How landscapers get found on Google and win more garden projects starts with one thing: showing the right work to the right homeowners at the moment they're searching. Landscaping is one of the most visually driven trades — before anyone commits to a patio or garden redesign, they want to see proof of what you've built.
The landscapers who consistently win the best projects aren't always the most skilled in their area. They're the ones whose work shows up when homeowners start searching. Getting that visibility is more achievable than most landscapers realise.
Why Landscaping Is a High-Opportunity SEO Market
Unlike trades where national brands dominate, landscaping searches are almost entirely local. When someone searches "landscaper near me" or "garden design [your town]", they're looking for someone who can actually come to their house. That means you're competing against other local landscapers — most of whom have no website, or one that hasn't been updated in years.
A well-built website with a strong photo portfolio can reach the first page for local landscaping searches within a few months of launch. The opportunity is there right now.
The Foundation: A Portfolio-Led Website
The most important page on a landscaping website isn't the homepage or the contact page — it's the project gallery. Before anyone gets in touch, they're going to look at your work.
Your portfolio should:
- Show before/after shots of real projects wherever possible
- Be organised by project type — garden design, patios, driveways, fencing, lawn care
- Include brief descriptions of each project (size, materials, any challenges overcome)
- Be updated regularly — Google sees a regularly updated site as active and rewards it
We build free websites for landscapers with a portfolio-led structure, service pages, and a quote form — five pages, seven days, no invoice.
Targeting the Specific Jobs You Want to Win
A landscaping website that describes your business as "offering a wide range of landscaping services" ranks for nothing in particular. What ranks is content written around the specific projects and searches your ideal clients are making.
Think about what jobs you want more of and build pages around them:
- "Garden design [your town]" — for clients who want a full redesign
- "Patio installation near me" — for hardscaping enquiries
- "Artificial grass [your area]" — a growing, lower-maintenance request
- "Driveway replacement [city]" — high-ticket jobs with clear intent
- "Lawn care and maintenance [your area]" — recurring contract work
The more specific your pages are, the more easily they rank — because they're competing with generic pages, not other specialists.
Your Google Business Profile: The Map Pack Opportunity
The map pack — the three local results with a map that appear above organic search results — drives a large share of local landscaping enquiries. Getting into it starts with a complete Google Business Profile (free at business.google.com).
Fill in every section:
- Category: "Landscaper" as primary, "Gardener" as secondary if applicable
- Services: List every type of work — design, patios, driveways, fencing, turf, maintenance
- Service area: Every area you cover, including towns you drive to regularly
- Photos: At least 10 project photos. Profiles with strong photos get significantly more clicks.
- Hours: Approximate availability — even if it's "by enquiry" for large projects
Staying Visible Year-Round
Landscaping is seasonal — but your website doesn't have to be. Off-season searches represent real demand from homeowners planning ahead:
- "Winter garden clearance" — autumn and winter work that keeps revenue coming in
- "Spring garden makeover" — people who start planning in January and February
- "Garden maintenance contract" — recurring work that irons out seasonal dips
A website that addresses off-season services stays visible year-round and brings in enquiries that convert into spring and summer bookings before your competitors have even started their season.
The Commercial Landscaping Opportunity Most Landscapers Miss
Most landscaping websites are aimed entirely at homeowners. Commercial clients — offices, housing developers, councils, schools — represent a second revenue stream that is significantly underserved online.
If you have the capacity for commercial work, a dedicated section on your website targeting "commercial landscaping [your area]" or "grounds maintenance contracts [city]" faces almost no competition. It's one of the easiest sections of a landscaping site to rank.
Reviews: The Compounding Trust Signal
Landscaping is a significant purchase. A homeowner spending £5,000 on a garden project is going to check your reviews before they make a decision. A landscaper with 15 Google reviews at 4.9 stars wins more enquiries than one with none — before a single conversation has happened.
After every completed project, ask the client to leave a Google review. Most satisfied clients will if you make it easy. Link them directly to your review page — one tap, one minute, and it pays off for years.
Start This Week
- Get a website with a project portfolio. We build them free for landscapers.
- Photograph your three best recent projects — before and after where you can.
- Claim your Google Business Profile and add project photos today.
- Message your most recent happy client and ask for a Google review.
The homeowner planning a new garden in your area is searching Google right now. Make sure what they find is your work.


* **Exercise prompt**:
Go through the records below and restate each one word for word.

* **Entries provided**:
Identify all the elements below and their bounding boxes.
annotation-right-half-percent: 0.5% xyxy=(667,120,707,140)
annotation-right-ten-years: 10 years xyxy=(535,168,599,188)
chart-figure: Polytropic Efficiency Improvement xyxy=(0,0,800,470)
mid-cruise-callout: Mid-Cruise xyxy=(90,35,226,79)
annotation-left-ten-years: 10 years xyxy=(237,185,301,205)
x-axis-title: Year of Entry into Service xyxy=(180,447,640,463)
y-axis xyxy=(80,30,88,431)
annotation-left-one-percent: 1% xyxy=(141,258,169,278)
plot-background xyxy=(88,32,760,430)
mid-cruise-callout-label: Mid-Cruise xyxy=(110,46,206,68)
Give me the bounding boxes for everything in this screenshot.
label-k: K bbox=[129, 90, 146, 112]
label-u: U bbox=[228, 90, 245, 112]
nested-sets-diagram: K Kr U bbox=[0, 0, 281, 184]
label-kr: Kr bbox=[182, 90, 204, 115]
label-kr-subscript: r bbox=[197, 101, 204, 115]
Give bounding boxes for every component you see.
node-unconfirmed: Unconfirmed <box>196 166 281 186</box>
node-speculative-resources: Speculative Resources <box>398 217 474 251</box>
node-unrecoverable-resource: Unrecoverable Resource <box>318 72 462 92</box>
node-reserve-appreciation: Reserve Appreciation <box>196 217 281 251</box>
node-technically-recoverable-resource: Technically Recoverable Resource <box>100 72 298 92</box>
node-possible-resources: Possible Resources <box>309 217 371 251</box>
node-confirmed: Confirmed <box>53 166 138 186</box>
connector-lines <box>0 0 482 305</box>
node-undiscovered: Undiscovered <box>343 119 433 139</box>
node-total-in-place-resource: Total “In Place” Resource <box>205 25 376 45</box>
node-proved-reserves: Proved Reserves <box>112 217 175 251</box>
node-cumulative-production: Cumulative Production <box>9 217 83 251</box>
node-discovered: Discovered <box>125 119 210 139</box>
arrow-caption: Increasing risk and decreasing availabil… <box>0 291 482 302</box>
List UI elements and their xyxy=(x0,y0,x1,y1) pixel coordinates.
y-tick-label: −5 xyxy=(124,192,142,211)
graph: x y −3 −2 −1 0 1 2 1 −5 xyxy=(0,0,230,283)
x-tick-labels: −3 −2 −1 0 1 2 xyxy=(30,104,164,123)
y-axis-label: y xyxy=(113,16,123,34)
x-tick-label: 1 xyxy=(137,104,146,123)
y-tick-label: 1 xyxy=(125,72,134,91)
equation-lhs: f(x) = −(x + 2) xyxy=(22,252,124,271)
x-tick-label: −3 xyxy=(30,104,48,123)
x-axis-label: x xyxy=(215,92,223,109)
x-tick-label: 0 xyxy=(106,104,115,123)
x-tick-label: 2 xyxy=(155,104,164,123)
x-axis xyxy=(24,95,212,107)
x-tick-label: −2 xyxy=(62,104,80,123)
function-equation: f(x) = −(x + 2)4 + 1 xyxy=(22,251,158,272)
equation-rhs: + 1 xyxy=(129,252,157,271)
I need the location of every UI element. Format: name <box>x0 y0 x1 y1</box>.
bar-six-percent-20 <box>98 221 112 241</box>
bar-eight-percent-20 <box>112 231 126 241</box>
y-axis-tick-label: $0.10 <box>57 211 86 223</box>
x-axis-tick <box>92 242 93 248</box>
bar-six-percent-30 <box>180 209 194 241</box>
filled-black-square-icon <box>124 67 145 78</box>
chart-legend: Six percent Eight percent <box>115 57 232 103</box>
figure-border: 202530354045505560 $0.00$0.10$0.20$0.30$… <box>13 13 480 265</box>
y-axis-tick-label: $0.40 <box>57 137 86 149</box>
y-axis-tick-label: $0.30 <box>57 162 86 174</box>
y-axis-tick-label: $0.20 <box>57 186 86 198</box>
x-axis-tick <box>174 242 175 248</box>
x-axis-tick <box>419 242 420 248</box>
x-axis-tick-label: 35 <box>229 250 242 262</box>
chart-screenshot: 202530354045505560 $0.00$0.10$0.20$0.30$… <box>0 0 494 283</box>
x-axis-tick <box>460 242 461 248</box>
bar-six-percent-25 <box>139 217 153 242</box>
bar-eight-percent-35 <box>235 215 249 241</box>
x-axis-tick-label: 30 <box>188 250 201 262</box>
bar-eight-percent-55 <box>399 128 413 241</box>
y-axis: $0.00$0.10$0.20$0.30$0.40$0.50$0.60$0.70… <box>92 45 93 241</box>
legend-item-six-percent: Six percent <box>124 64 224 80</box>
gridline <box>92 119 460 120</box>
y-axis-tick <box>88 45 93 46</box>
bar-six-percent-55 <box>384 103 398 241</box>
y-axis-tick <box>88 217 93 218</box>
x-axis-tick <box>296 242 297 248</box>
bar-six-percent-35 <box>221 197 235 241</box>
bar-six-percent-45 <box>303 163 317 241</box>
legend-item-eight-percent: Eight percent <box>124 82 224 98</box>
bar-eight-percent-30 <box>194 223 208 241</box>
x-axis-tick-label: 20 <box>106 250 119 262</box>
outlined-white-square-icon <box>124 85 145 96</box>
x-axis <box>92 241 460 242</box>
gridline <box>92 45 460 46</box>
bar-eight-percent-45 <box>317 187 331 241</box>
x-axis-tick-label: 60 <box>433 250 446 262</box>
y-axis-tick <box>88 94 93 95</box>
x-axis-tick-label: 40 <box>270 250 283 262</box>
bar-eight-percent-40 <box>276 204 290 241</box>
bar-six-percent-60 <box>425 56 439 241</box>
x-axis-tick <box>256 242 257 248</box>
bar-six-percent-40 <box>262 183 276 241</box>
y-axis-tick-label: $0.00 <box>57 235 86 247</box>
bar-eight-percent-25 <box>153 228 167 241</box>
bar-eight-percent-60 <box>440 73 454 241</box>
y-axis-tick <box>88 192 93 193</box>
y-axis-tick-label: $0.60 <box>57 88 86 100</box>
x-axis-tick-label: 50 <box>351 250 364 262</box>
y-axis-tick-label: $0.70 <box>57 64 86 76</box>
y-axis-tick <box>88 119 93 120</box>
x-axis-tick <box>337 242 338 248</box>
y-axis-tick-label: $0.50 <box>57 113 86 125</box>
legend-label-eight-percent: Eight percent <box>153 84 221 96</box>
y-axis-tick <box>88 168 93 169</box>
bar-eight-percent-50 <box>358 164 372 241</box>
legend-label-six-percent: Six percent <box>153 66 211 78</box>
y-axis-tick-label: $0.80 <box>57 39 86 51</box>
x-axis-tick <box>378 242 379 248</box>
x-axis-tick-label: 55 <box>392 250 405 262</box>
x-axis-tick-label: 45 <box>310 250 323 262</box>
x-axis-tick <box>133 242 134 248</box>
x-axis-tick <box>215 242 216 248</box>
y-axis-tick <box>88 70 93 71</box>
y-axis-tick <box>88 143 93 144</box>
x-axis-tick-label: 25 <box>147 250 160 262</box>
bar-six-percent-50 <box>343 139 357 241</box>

* **Answer to this exercise**:
Identify all the elements below and their bounding boxes.
annotation-right-half-percent: 0.5% xyxy=(667,120,707,140)
annotation-right-ten-years: 10 years xyxy=(535,168,599,188)
chart-figure: Polytropic Efficiency Improvement xyxy=(0,0,800,470)
mid-cruise-callout: Mid-Cruise xyxy=(90,35,226,79)
annotation-left-ten-years: 10 years xyxy=(237,185,301,205)
x-axis-title: Year of Entry into Service xyxy=(180,447,640,463)
y-axis xyxy=(80,30,88,431)
annotation-left-one-percent: 1% xyxy=(141,258,169,278)
plot-background xyxy=(88,32,760,430)
mid-cruise-callout-label: Mid-Cruise xyxy=(110,46,206,68)
Give me the bounding boxes for everything in this screenshot.
label-k: K bbox=[129, 90, 146, 112]
label-u: U bbox=[228, 90, 245, 112]
nested-sets-diagram: K Kr U bbox=[0, 0, 281, 184]
label-kr: Kr bbox=[182, 90, 204, 115]
label-kr-subscript: r bbox=[197, 101, 204, 115]
Give bounding boxes for every component you see.
node-unconfirmed: Unconfirmed <box>196 166 281 186</box>
node-speculative-resources: Speculative Resources <box>398 217 474 251</box>
node-unrecoverable-resource: Unrecoverable Resource <box>318 72 462 92</box>
node-reserve-appreciation: Reserve Appreciation <box>196 217 281 251</box>
node-technically-recoverable-resource: Technically Recoverable Resource <box>100 72 298 92</box>
node-possible-resources: Possible Resources <box>309 217 371 251</box>
node-confirmed: Confirmed <box>53 166 138 186</box>
connector-lines <box>0 0 482 305</box>
node-undiscovered: Undiscovered <box>343 119 433 139</box>
node-total-in-place-resource: Total “In Place” Resource <box>205 25 376 45</box>
node-proved-reserves: Proved Reserves <box>112 217 175 251</box>
node-cumulative-production: Cumulative Production <box>9 217 83 251</box>
node-discovered: Discovered <box>125 119 210 139</box>
arrow-caption: Increasing risk and decreasing availabil… <box>0 291 482 302</box>
List UI elements and their xyxy=(x0,y0,x1,y1) pixel coordinates.
y-tick-label: −5 xyxy=(124,192,142,211)
graph: x y −3 −2 −1 0 1 2 1 −5 xyxy=(0,0,230,283)
x-tick-labels: −3 −2 −1 0 1 2 xyxy=(30,104,164,123)
y-axis-label: y xyxy=(113,16,123,34)
x-tick-label: 1 xyxy=(137,104,146,123)
y-tick-label: 1 xyxy=(125,72,134,91)
equation-lhs: f(x) = −(x + 2) xyxy=(22,252,124,271)
x-tick-label: −3 xyxy=(30,104,48,123)
x-axis-label: x xyxy=(215,92,223,109)
x-tick-label: 0 xyxy=(106,104,115,123)
x-tick-label: 2 xyxy=(155,104,164,123)
x-axis xyxy=(24,95,212,107)
x-tick-label: −2 xyxy=(62,104,80,123)
function-equation: f(x) = −(x + 2)4 + 1 xyxy=(22,251,158,272)
equation-rhs: + 1 xyxy=(129,252,157,271)
I need the location of every UI element. Format: name <box>x0 y0 x1 y1</box>.
bar-six-percent-20 <box>98 221 112 241</box>
bar-eight-percent-20 <box>112 231 126 241</box>
y-axis-tick-label: $0.10 <box>57 211 86 223</box>
x-axis-tick <box>92 242 93 248</box>
bar-six-percent-30 <box>180 209 194 241</box>
filled-black-square-icon <box>124 67 145 78</box>
chart-legend: Six percent Eight percent <box>115 57 232 103</box>
figure-border: 202530354045505560 $0.00$0.10$0.20$0.30$… <box>13 13 480 265</box>
y-axis-tick-label: $0.40 <box>57 137 86 149</box>
y-axis-tick-label: $0.30 <box>57 162 86 174</box>
y-axis-tick-label: $0.20 <box>57 186 86 198</box>
x-axis-tick <box>174 242 175 248</box>
x-axis-tick <box>419 242 420 248</box>
x-axis-tick-label: 35 <box>229 250 242 262</box>
chart-screenshot: 202530354045505560 $0.00$0.10$0.20$0.30$… <box>0 0 494 283</box>
x-axis-tick <box>460 242 461 248</box>
bar-six-percent-25 <box>139 217 153 242</box>
bar-eight-percent-35 <box>235 215 249 241</box>
x-axis-tick-label: 30 <box>188 250 201 262</box>
bar-eight-percent-55 <box>399 128 413 241</box>
y-axis: $0.00$0.10$0.20$0.30$0.40$0.50$0.60$0.70… <box>92 45 93 241</box>
legend-item-six-percent: Six percent <box>124 64 224 80</box>
gridline <box>92 119 460 120</box>
y-axis-tick <box>88 45 93 46</box>
bar-six-percent-55 <box>384 103 398 241</box>
y-axis-tick <box>88 217 93 218</box>
x-axis-tick <box>296 242 297 248</box>
bar-six-percent-35 <box>221 197 235 241</box>
bar-six-percent-45 <box>303 163 317 241</box>
legend-item-eight-percent: Eight percent <box>124 82 224 98</box>
bar-eight-percent-30 <box>194 223 208 241</box>
x-axis-tick-label: 20 <box>106 250 119 262</box>
outlined-white-square-icon <box>124 85 145 96</box>
x-axis <box>92 241 460 242</box>
gridline <box>92 45 460 46</box>
bar-eight-percent-45 <box>317 187 331 241</box>
x-axis-tick-label: 60 <box>433 250 446 262</box>
y-axis-tick <box>88 94 93 95</box>
x-axis-tick-label: 40 <box>270 250 283 262</box>
bar-eight-percent-40 <box>276 204 290 241</box>
bar-six-percent-60 <box>425 56 439 241</box>
x-axis-tick <box>256 242 257 248</box>
bar-six-percent-40 <box>262 183 276 241</box>
y-axis-tick-label: $0.00 <box>57 235 86 247</box>
bar-eight-percent-25 <box>153 228 167 241</box>
bar-eight-percent-60 <box>440 73 454 241</box>
y-axis-tick <box>88 192 93 193</box>
y-axis-tick-label: $0.60 <box>57 88 86 100</box>
x-axis-tick-label: 50 <box>351 250 364 262</box>
y-axis-tick-label: $0.70 <box>57 64 86 76</box>
y-axis-tick <box>88 119 93 120</box>
x-axis-tick <box>337 242 338 248</box>
y-axis-tick-label: $0.50 <box>57 113 86 125</box>
legend-label-eight-percent: Eight percent <box>153 84 221 96</box>
y-axis-tick <box>88 168 93 169</box>
bar-eight-percent-50 <box>358 164 372 241</box>
legend-label-six-percent: Six percent <box>153 66 211 78</box>
y-axis-tick-label: $0.80 <box>57 39 86 51</box>
x-axis-tick <box>378 242 379 248</box>
x-axis-tick-label: 55 <box>392 250 405 262</box>
x-axis-tick-label: 45 <box>310 250 323 262</box>
x-axis-tick <box>133 242 134 248</box>
x-axis-tick <box>215 242 216 248</box>
y-axis-tick <box>88 70 93 71</box>
y-axis-tick <box>88 143 93 144</box>
x-axis-tick-label: 25 <box>147 250 160 262</box>
bar-six-percent-50 <box>343 139 357 241</box>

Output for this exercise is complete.